ByeAcne/Medication
Azelaic Acid vs Tretinoin: When to Use Each
They're both useful, they target different things, and many people benefit from using both. Azelaic acid is great for sensitive skin and pigmentation; tretinoin is the comedone workhorse.
Reviewed by a licensed physician · Updated May 2026
Azelaic acid and tretinoin are both effective topical treatments for acne, but they work through very different mechanisms and address somewhat different concerns. Knowing when to use each — or both — produces better results than picking one and hoping it covers everything.
Tretinoin is the retinoid workhorse: it accelerates follicular cell turnover, preventing the keratin plugs that start comedones. It excels at clearing blackheads, whiteheads, and closed comedones over 8-12 weeks. It also has strong anti-aging effects (collagen stimulation, fine line reduction). The trade-off is significant initial irritation, photosensitivity (no daytime use), and contraindication during pregnancy.

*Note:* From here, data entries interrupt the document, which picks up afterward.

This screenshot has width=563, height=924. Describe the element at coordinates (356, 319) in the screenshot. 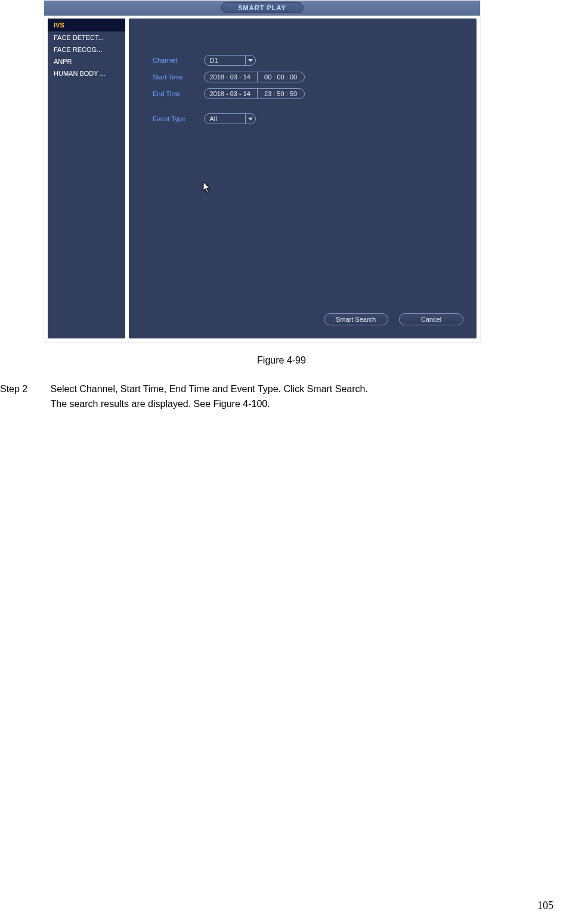

I see `smart-search-button: Smart Search` at that location.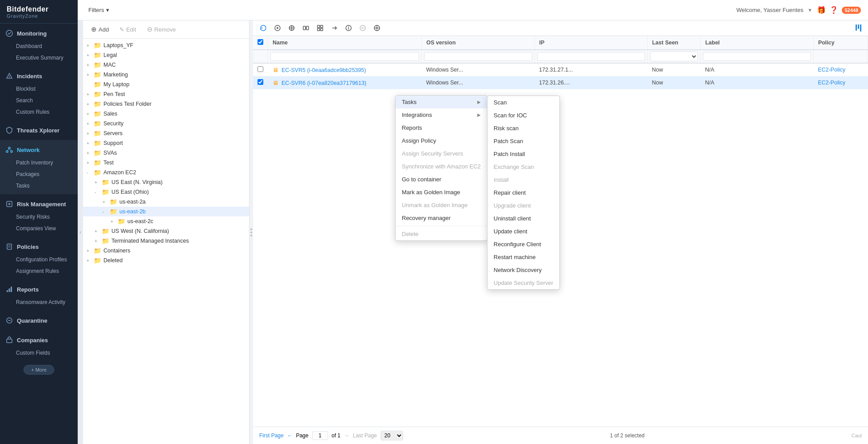  I want to click on notification-badge: 52448, so click(852, 10). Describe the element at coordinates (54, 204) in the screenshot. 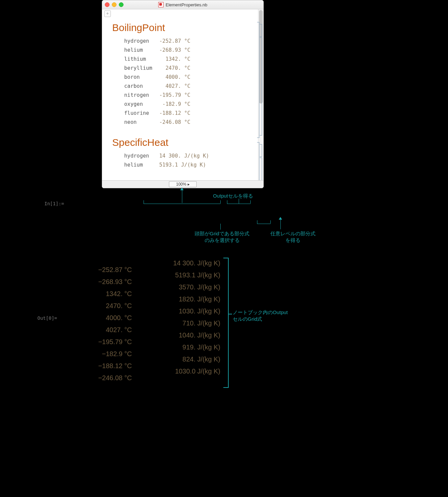

I see `in-label: In[1]:=` at that location.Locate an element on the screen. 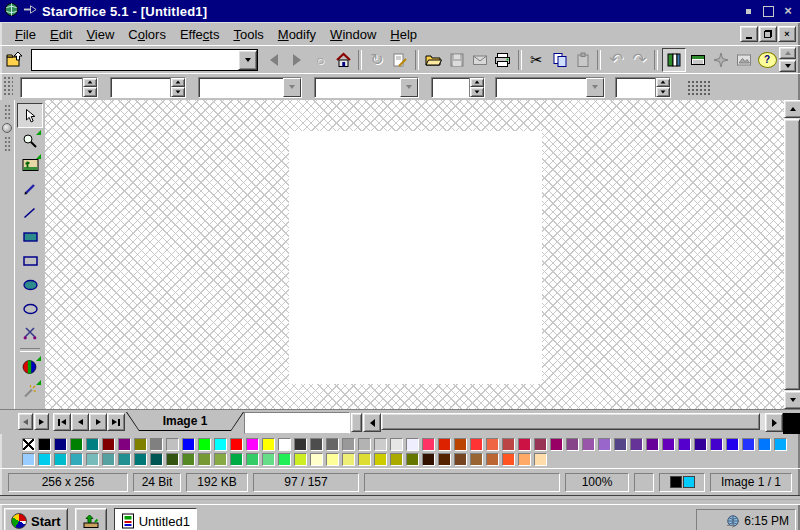 This screenshot has width=800, height=530. scroll-down-icon is located at coordinates (792, 400).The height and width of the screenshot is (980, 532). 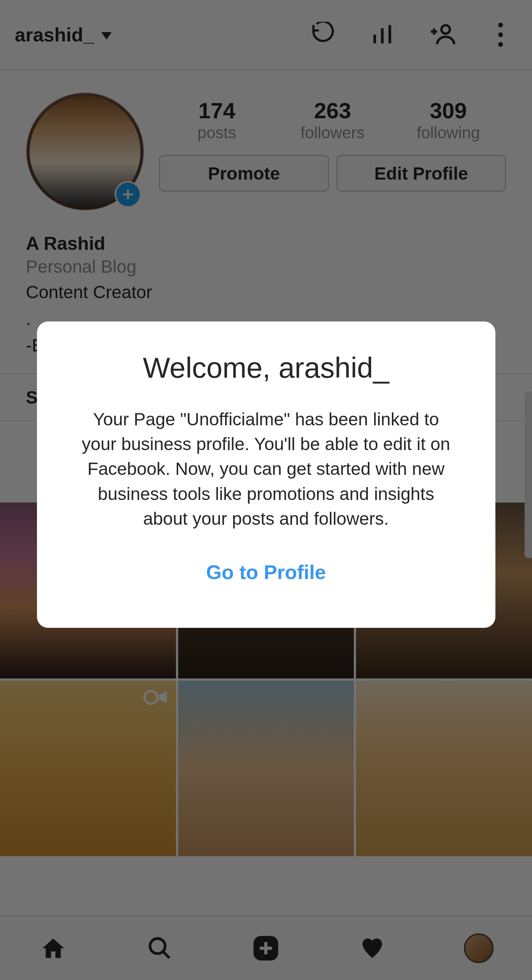 What do you see at coordinates (266, 572) in the screenshot?
I see `go-to-profile-link: Go to Profile` at bounding box center [266, 572].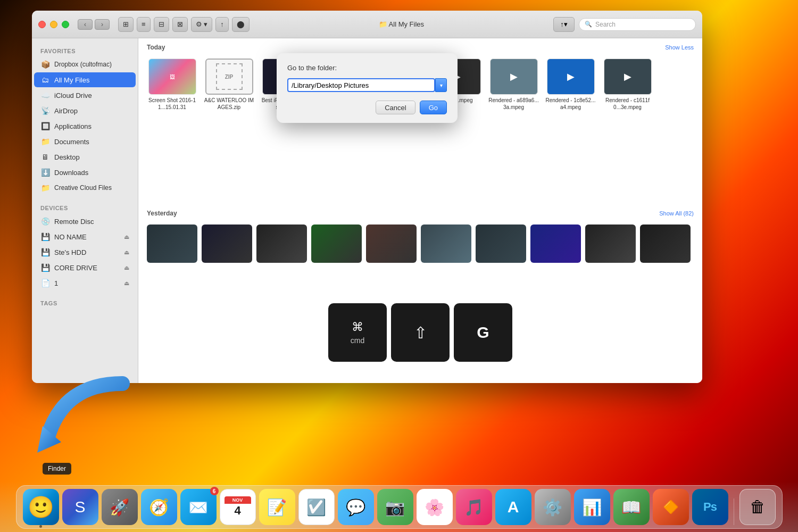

Azelaic acid is a naturally-occurring dicarboxylic acid with a distinctive multi-mechanism profile: anti-inflammatory effects (calms active acne lesions), antibacterial effects (reduces C. acnes), and anti-tyrosinase effects (blocks the enzyme that produces melanin, fading dark spots). It's notably well-tolerated, safe during pregnancy and breastfeeding, and one of the rare treatments that helps both acne and post-inflammatory hyperpigmentation simultaneously. The downside is that it works more slowly on comedones than tretinoin and requires twice-daily application for full effect.
For combination regimens, azelaic acid AM + tretinoin PM is a high-effectiveness, well-tolerated approach. The azelaic acid addresses inflammation and pigmentation during the day; tretinoin handles comedone prevention overnight. Add a daily SPF (mineral preferred since both treatments increase photosensitivity) and the regimen covers comedonal, inflammatory, and pigmentary aspects of acne.
For patients who can't tolerate tretinoin (too irritating) or can't use it (pregnancy), azelaic acid monotherapy is a reasonable alternative. It won't clear comedones as fast but it's the best safe-during-pregnancy prescription option, and combined with a benzoyl peroxide wash it covers acne reasonably well.
Why azelaic acid helps dark spots
Tyrosinase is the rate-limiting enzyme in melanin production. Azelaic acid competitively inhibits tyrosinase, reducing new melanin synthesis at the site of application. Over weeks, existing pigmentation fades as melanin-containing cells naturally turn over and aren't replaced as fast.
This is particularly useful for post-inflammatory hyperpigmentation in deeper skin tones, where acne marks can persist for many months. Azelaic acid simultaneously treats the inflammatory acne that creates new marks AND fades the existing ones — a unique combination among prescription topicals. Hydroquinone is faster for pigmentation but doesn't help with active acne; azelaic acid does both.
Treatment options a doctor may consider
- Azelaic acid 15% Rx, twice daily
For sensitive skin, pregnancy, or acne + pigmentation. Well-tolerated.
- Tretinoin 0.025-0.05% Rx, nightly
For comedonal acne and anti-aging. More initial irritation.
- Azelaic AM + tretinoin PM combination
High-effectiveness regimen for combined comedonal/inflammatory/pigmentary acne.
- Add benzoyl peroxide wash daily
Antibacterial coverage. Use morning, separate from azelaic acid by 15 min.
Your specific regimen depends on your medical history, current medications, and intake photos. Only your physician can determine what's appropriate.
Who this applies to
Anyone deciding between a stronger comedonal treatment (tretinoin) and a gentler multi-action option (azelaic acid). Particularly relevant for pregnant patients, people with sensitive skin or rosacea, and those with significant post-inflammatory hyperpigmentation.